Africa
According to historians the main source for Mercator’s representation of Africa was Martin Waldseemüller’s Carta marina navigatoria (1516), particularly as regards the network of waterways and the northern interior. This work had been practically ignored by Gemma Frisius.
The outlines of the African continent on Mercator’s globe are rich in detail and toponyms, representing major changes compared with Frisius’ globe. But even so little was known about the interior for a long time. Only the coasts were well explored and dotted with trading posts. The circumnavigation of Africa by Portuguese sailors in the late 15th century would roll back the frontiers of the oecumene to some extent, but the hinterland would remain unexplored and unknown. It would not be until the end of the 18th century that expeditions ventured further inland.
Although the broad outline of Arica seems about right at first glance, overlaying the current projection points up major differences on a general scale.
Martin Behaim, Mercator’s forerunner in Germany, put the sources of the Nile in the vast stretches of Ethiopia. Mercator himself preferred to situate them south of the equator, projecting them as being fed by two subequatorial lakes surrounded by a network of mountains. This followed Ptolemy’s conception.
Mercator took great care to represent every segment of the Nile’s course, from its delta divided into seven mouths up to the two lakes where it rises. In order these segments are called Alcair, Apollinis, Syene, Berethis, Sacala and Zoquila. On the branch that flows out of the western lake we find Neli, Zodiata, Ithia, Gorala, Gaida, Chaga and Meraga. On the branch flowing from the eastern lake are Bersera, Haba, Singa, Caigra, Baricia, Ropoga, Uque, Heicer, Buatili, Sesila, Losa, Caba, Girat and Bara. Several of these names are taken from Ptolemy.
In 1488 Bartolomeu Dias came to a headland swept by ferocious winds. He had reached the most southerly point of the African continent, which he named Cape of Storms. It was rechristened Cape of Good Hope to herald the proximity of the Indies. In 1497 Vasco de Gama would sail all the way around Africa to India.
Below the southern tip of Africa, beyond the Cape of Good Hope, Mercator called a part of the Antarctic continent Psitacorum regio, “Land of the Parrots”.
Find out more
- Carta marina navigatoria Portugallen : by Martin Waldseemüller, digitised document, Luso-Brasileira Digital Library.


→ **Exercise details**
Skip the pictures and return every entry exactly as written.
***** Data supplied *****
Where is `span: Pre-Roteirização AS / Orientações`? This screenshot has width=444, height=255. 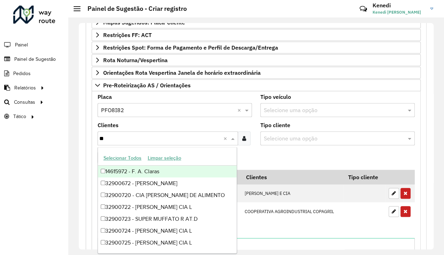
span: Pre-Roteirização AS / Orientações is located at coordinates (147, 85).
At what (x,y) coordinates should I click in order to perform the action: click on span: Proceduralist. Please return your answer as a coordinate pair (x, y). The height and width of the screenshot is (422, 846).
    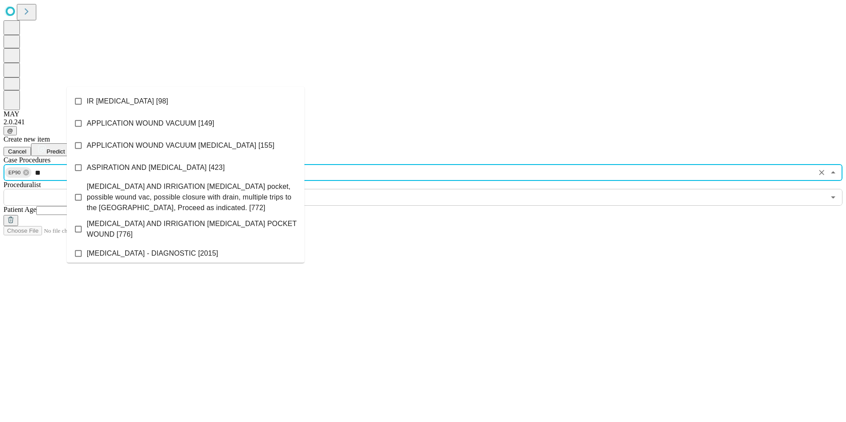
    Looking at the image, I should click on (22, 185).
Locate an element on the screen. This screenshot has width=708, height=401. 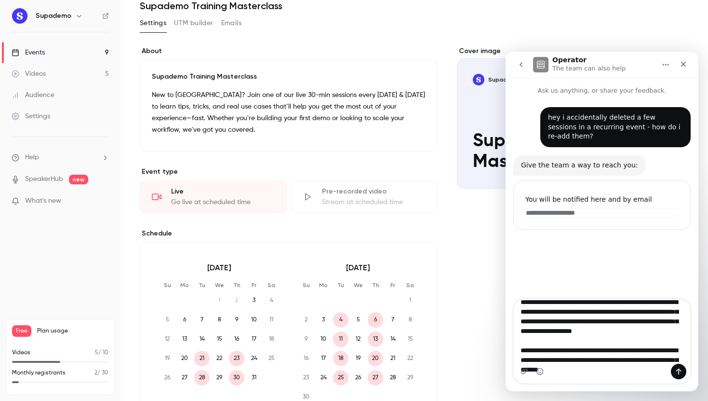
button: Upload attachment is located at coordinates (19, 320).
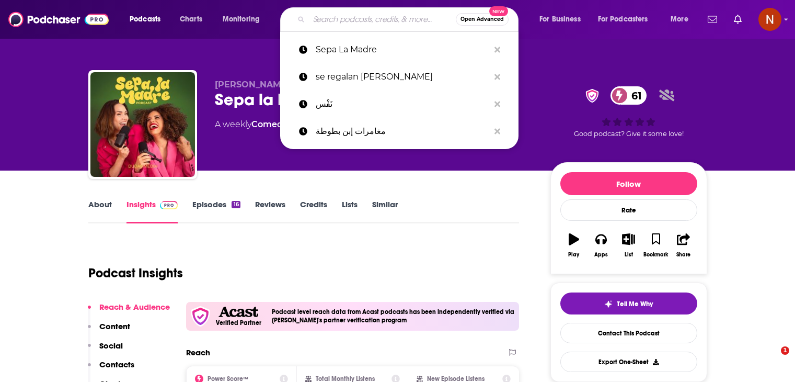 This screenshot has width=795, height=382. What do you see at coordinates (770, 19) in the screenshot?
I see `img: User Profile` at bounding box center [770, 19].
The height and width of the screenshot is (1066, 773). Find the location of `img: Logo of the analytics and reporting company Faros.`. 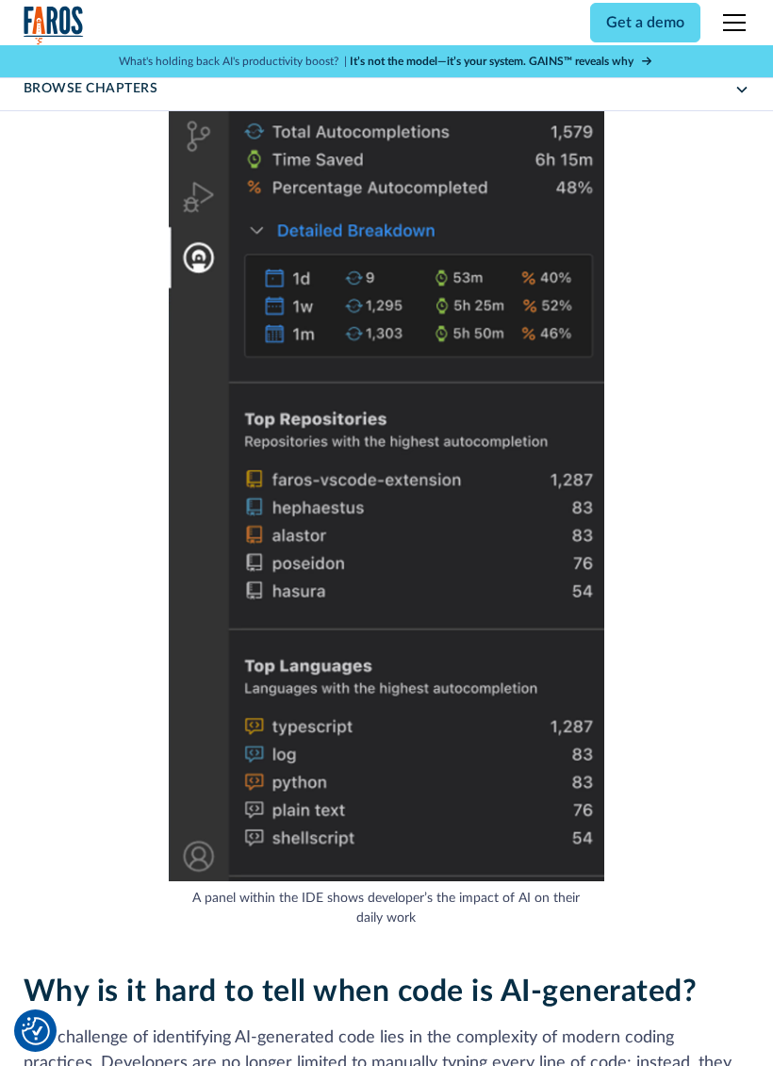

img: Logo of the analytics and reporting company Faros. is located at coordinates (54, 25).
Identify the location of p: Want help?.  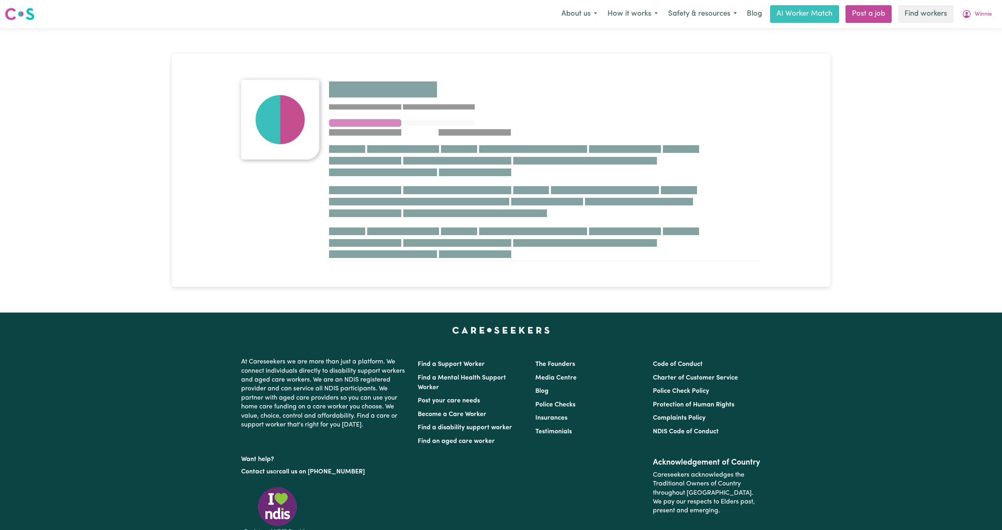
*****
→ **Answer section**
Where is `span: Pre-Roteirização AS / Orientações`? This screenshot has width=444, height=255. 
span: Pre-Roteirização AS / Orientações is located at coordinates (147, 85).
At what (x,y) coordinates should I click in order to perform the action: click on span: Proceduralist. Please return your answer as a coordinate pair (x, y). The height and width of the screenshot is (422, 846).
    Looking at the image, I should click on (22, 185).
Locate an element on the screen. This screenshot has width=708, height=401. 
button: Upload attachment is located at coordinates (19, 320).
 This screenshot has width=795, height=382. What do you see at coordinates (770, 19) in the screenshot?
I see `img: User Profile` at bounding box center [770, 19].
The height and width of the screenshot is (1066, 773). Find the location of `img: Logo of the analytics and reporting company Faros.`. 

img: Logo of the analytics and reporting company Faros. is located at coordinates (54, 25).
Identify the location of p: Want help?.  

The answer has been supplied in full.